The Heart - Page 34/151

Thus we rode homeward, and presently came in sight of the Cavendish

tobacco-fields overlapped with the fresh green of young leaves like

the bosses of a shield, and on the right waved rosy garlands of the

locust grove, and such a wonderful strong sweetness of honey came

from it that we seemed to breast it like a wave, and caught our

breaths, and there was a mighty hum of bees like a hundred

spinning-wheels. But Mistress Mary and I regarded mostly that green

stretch of tobacco, and each of us had our thoughts, and presently

out came hers--"Master Wingfield, I pray you, whose tobacco may

that be?" she inquired in a sudden, fierce fashion.

"Madam Cavendish's and yours and your sister's," said I.

"Nay," said she, "'tis the king's." Then she tossed her head again

and rode on, and said not another word, nor I, but I knew well what

she meant. Since the Navigation Act, it was, indeed, small profit

any one had of his own tobacco, since it all went into the exchequer

of the king, and I did not gainsay her.

When we had passed the negro huts, swarming with black babies

shining in the sun as sleek as mahogany, and all turning toward us

with a marvellous flashing of white eyeballs and opening of red

mouths of smiles, all at once, like some garden bed of black

flowers, at the sight of our gay advance, we reached the great

house, and Mistress Catherine stood in the door clad in a green

satin gown which caught the light with smooth shimmers like the

green sheath of a marsh lily.

Her bare, slender arms were clasped before her, and her long, white

neck was bent into an arch of watchful grace. Her face was the

gravest I ever saw on maid, and not to be reconciled with my first

acquaintance with her, thereby giving me always a slight doubt as of

a mask, but her every feature was as clear and fine as ivory, and

her head proudly crowned with great wealth of hair. Catherine

Cavendish was esteemed a great beauty, by both men and women, which

shows, perchance, that her beauty availed her little in some ways,

else it had not been so freely admitted by her own sex. However that

may be, Catherine Cavendish had had few lovers as compared with many

a maid less fair and less dowered, and at this time she seemed to

have settled into an expectation and contentment of singleness.

She stood looking at her sister and me as we rode toward her, and

the sun was full on her face, which had the cool glimmer of a pearl

in the golden light, and her wide-open eyes never wavered. As she

stood there she might have been the portrait of herself, such a look

had she of unchanging quiet, and the wonder and incredulity which

always seized me at the sight of her to reconcile what I knew with

what she seemed, was strong upon me.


-- Problem --
Could you report every line of the listing below that holds the word "greenhouse"?
————
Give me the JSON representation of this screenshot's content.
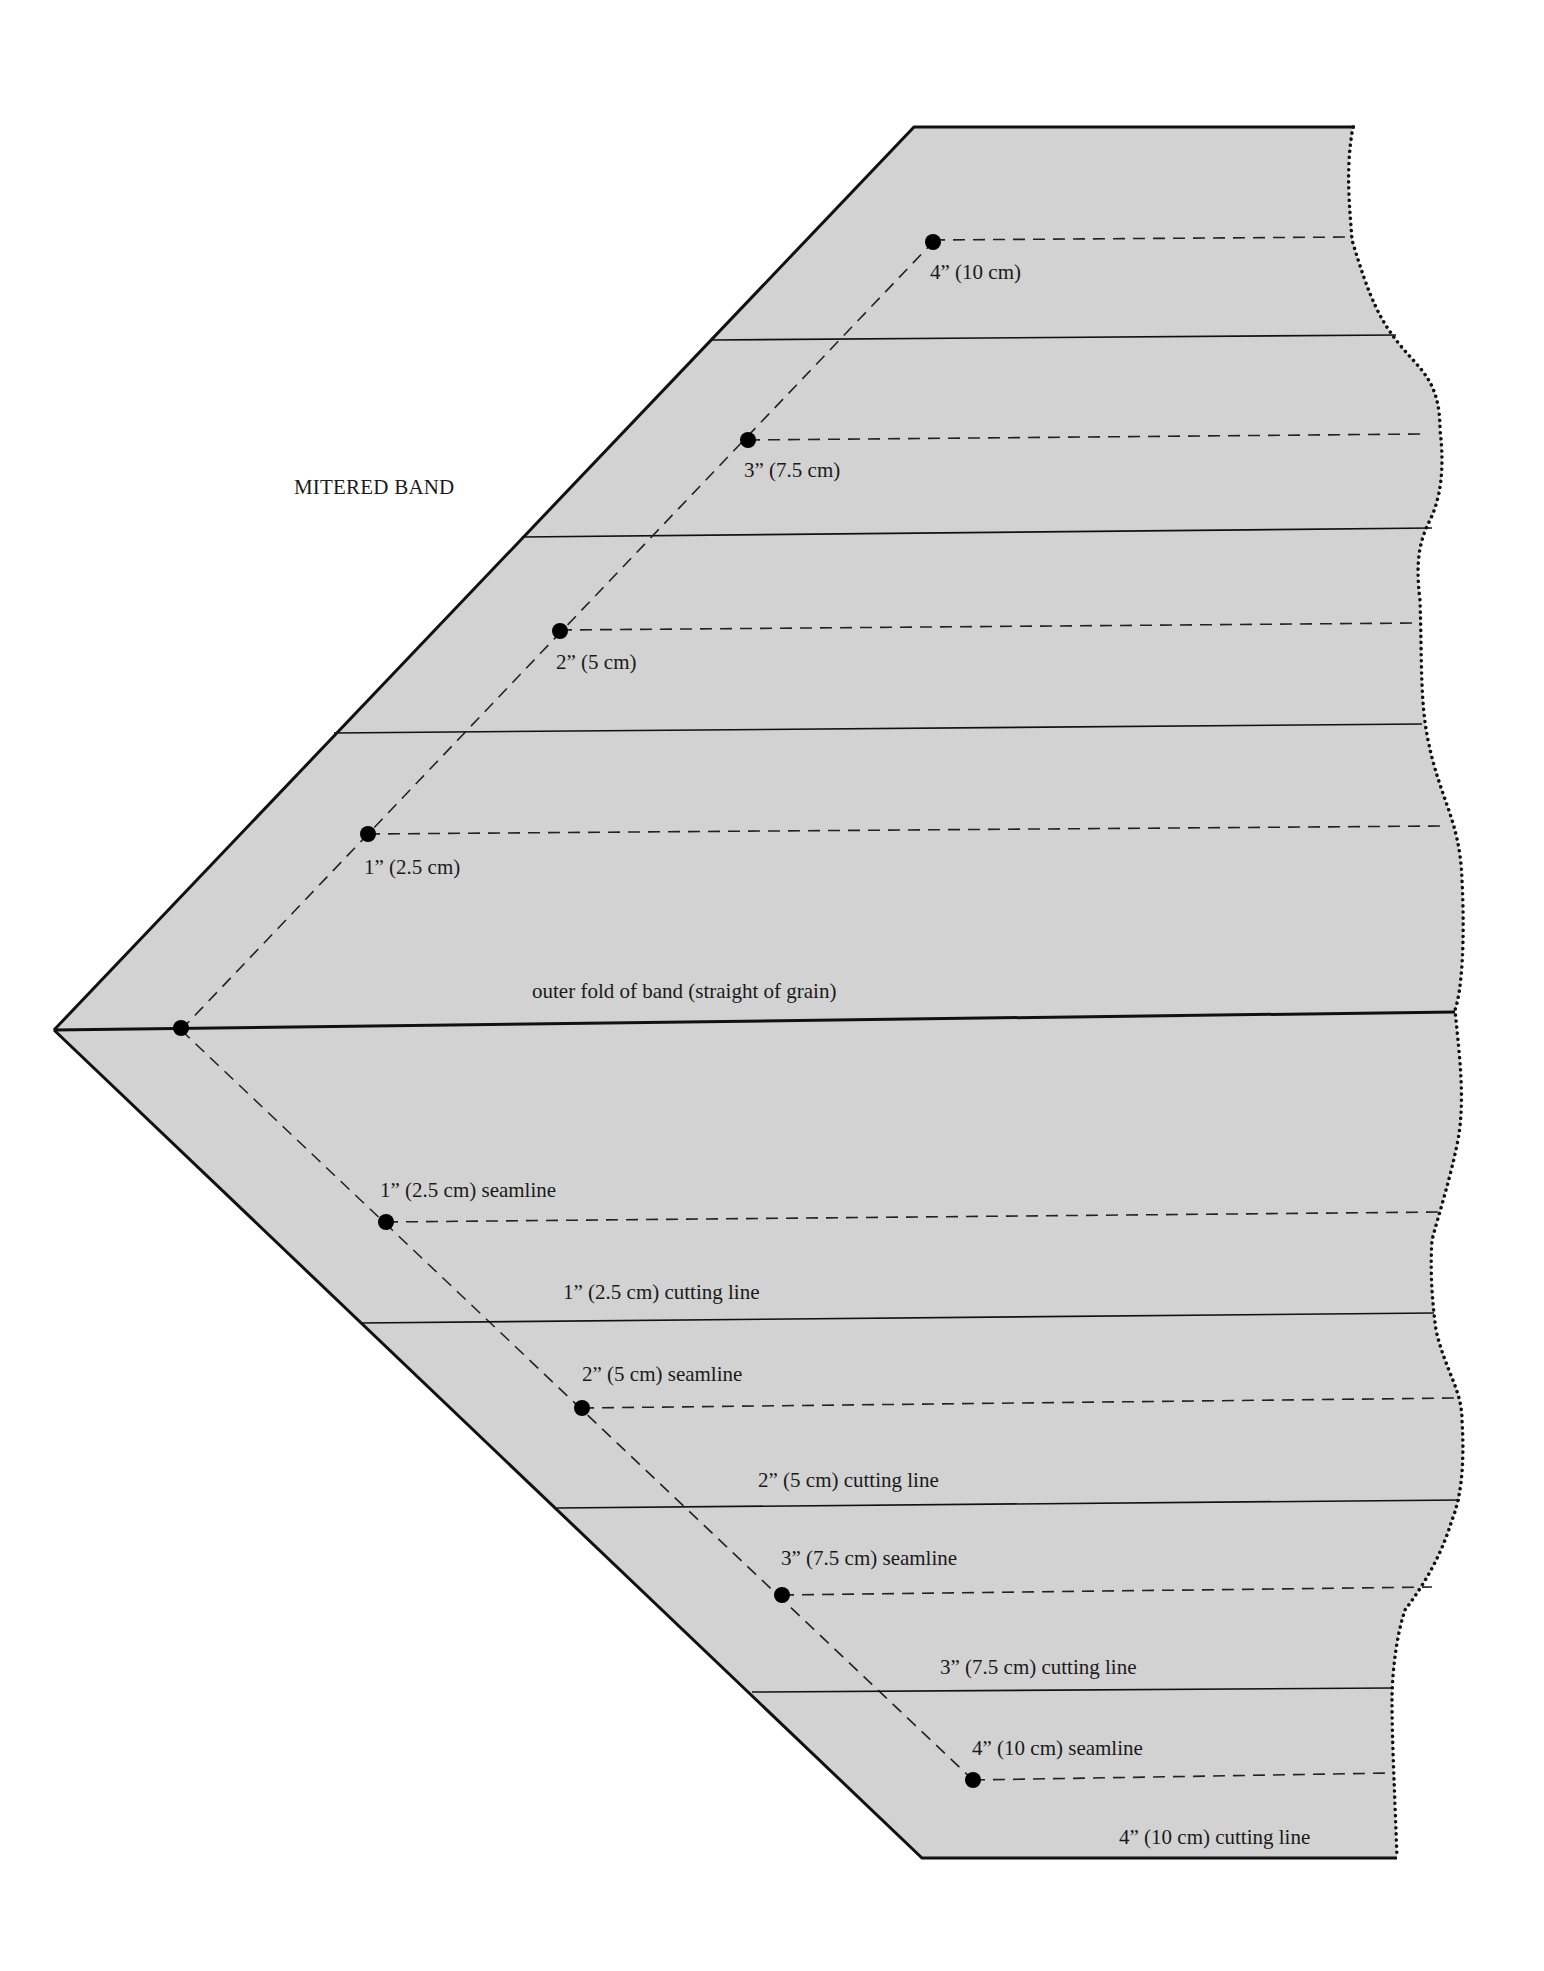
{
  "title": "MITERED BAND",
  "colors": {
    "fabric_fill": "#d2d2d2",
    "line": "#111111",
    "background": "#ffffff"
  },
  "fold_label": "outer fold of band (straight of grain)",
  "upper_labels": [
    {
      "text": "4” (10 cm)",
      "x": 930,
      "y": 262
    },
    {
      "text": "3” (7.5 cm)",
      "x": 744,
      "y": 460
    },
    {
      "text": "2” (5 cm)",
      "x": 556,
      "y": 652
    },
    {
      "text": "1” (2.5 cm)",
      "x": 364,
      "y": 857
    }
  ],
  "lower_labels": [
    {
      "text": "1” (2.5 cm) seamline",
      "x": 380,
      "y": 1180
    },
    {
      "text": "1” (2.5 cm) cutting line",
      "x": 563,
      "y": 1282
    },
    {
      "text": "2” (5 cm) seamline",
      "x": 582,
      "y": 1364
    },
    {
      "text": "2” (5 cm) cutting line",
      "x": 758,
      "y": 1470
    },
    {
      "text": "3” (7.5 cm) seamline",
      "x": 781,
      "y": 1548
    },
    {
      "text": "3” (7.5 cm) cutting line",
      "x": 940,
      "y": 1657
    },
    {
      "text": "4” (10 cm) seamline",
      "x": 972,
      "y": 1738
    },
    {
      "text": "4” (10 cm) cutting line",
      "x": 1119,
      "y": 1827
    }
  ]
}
————
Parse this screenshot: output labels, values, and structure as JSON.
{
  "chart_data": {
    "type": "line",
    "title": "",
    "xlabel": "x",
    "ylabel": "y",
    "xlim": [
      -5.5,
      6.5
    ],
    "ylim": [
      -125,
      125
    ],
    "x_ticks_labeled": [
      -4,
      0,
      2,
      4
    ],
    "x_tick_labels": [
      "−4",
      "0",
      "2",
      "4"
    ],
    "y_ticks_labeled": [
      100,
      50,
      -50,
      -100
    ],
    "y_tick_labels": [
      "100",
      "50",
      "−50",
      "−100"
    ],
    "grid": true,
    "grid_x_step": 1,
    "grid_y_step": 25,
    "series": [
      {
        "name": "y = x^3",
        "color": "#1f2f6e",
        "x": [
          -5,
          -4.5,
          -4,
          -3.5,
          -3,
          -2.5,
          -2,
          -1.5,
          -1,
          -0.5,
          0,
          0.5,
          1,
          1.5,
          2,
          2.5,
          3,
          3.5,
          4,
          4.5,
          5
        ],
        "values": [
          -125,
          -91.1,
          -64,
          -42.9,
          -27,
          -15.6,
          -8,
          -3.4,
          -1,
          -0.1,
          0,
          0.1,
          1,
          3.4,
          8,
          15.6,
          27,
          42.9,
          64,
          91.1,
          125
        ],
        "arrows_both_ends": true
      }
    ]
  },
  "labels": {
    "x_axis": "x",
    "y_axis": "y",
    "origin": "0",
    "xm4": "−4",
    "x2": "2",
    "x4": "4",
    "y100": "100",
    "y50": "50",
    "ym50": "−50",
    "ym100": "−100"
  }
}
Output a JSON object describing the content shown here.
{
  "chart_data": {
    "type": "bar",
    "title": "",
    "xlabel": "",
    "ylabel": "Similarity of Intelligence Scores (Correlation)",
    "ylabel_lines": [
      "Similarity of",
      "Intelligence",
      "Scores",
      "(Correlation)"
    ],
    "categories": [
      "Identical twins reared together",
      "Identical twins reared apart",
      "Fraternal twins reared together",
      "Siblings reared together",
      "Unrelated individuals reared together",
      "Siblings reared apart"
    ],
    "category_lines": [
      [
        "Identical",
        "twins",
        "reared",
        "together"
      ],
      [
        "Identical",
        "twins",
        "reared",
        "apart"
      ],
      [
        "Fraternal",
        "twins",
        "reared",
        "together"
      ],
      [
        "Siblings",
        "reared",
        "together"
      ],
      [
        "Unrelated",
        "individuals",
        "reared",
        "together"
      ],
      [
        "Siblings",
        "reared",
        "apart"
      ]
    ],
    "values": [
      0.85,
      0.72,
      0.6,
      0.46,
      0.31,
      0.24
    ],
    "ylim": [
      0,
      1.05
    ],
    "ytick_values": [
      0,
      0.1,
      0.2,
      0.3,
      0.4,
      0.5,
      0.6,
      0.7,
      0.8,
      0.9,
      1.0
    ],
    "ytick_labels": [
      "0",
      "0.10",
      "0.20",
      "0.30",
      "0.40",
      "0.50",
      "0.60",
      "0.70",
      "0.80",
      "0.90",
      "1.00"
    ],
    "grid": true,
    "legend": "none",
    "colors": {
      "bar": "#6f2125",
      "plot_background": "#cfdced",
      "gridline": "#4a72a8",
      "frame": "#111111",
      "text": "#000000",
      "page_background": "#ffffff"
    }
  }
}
————
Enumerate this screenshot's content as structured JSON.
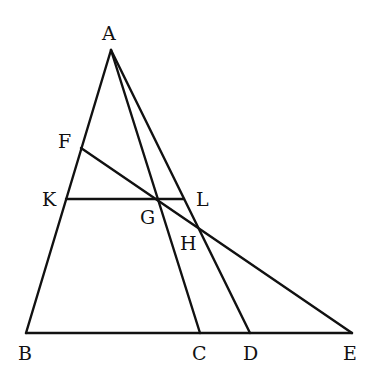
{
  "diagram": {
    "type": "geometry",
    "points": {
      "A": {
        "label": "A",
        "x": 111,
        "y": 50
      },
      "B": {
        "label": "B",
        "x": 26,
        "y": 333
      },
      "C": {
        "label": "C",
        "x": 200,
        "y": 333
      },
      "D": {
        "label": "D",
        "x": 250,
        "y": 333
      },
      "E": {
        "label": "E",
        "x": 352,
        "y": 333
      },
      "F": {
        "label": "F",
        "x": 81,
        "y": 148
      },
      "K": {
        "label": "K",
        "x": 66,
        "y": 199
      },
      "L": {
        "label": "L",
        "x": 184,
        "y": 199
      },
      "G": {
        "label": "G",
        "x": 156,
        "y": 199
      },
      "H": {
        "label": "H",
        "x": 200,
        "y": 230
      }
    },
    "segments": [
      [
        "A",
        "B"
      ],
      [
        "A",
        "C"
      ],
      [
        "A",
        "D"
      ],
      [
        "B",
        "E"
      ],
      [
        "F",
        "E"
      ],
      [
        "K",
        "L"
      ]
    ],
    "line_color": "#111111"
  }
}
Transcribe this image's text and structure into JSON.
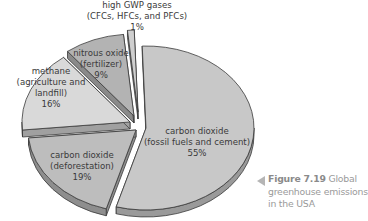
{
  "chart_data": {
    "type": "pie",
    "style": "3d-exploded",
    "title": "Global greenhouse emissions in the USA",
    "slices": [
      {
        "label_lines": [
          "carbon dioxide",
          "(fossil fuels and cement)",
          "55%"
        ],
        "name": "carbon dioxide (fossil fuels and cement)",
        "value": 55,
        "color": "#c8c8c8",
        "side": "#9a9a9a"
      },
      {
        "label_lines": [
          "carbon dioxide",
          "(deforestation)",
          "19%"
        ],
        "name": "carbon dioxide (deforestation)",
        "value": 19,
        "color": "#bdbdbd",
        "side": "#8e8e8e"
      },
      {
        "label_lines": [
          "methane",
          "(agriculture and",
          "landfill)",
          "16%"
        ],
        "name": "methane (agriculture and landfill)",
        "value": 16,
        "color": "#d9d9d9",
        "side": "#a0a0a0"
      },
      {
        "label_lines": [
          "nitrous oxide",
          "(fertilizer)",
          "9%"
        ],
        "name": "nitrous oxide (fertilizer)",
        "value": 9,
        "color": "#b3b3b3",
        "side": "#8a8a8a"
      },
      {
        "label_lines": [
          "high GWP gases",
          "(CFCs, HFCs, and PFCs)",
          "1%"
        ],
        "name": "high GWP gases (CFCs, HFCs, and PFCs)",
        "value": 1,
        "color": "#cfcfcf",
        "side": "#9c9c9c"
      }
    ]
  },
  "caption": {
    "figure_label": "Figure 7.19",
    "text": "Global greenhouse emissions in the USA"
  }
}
————
-- Problem solution --
    "title": "Global greenhouse emissions in the USA",
    "text": "Global greenhouse emissions in the USA"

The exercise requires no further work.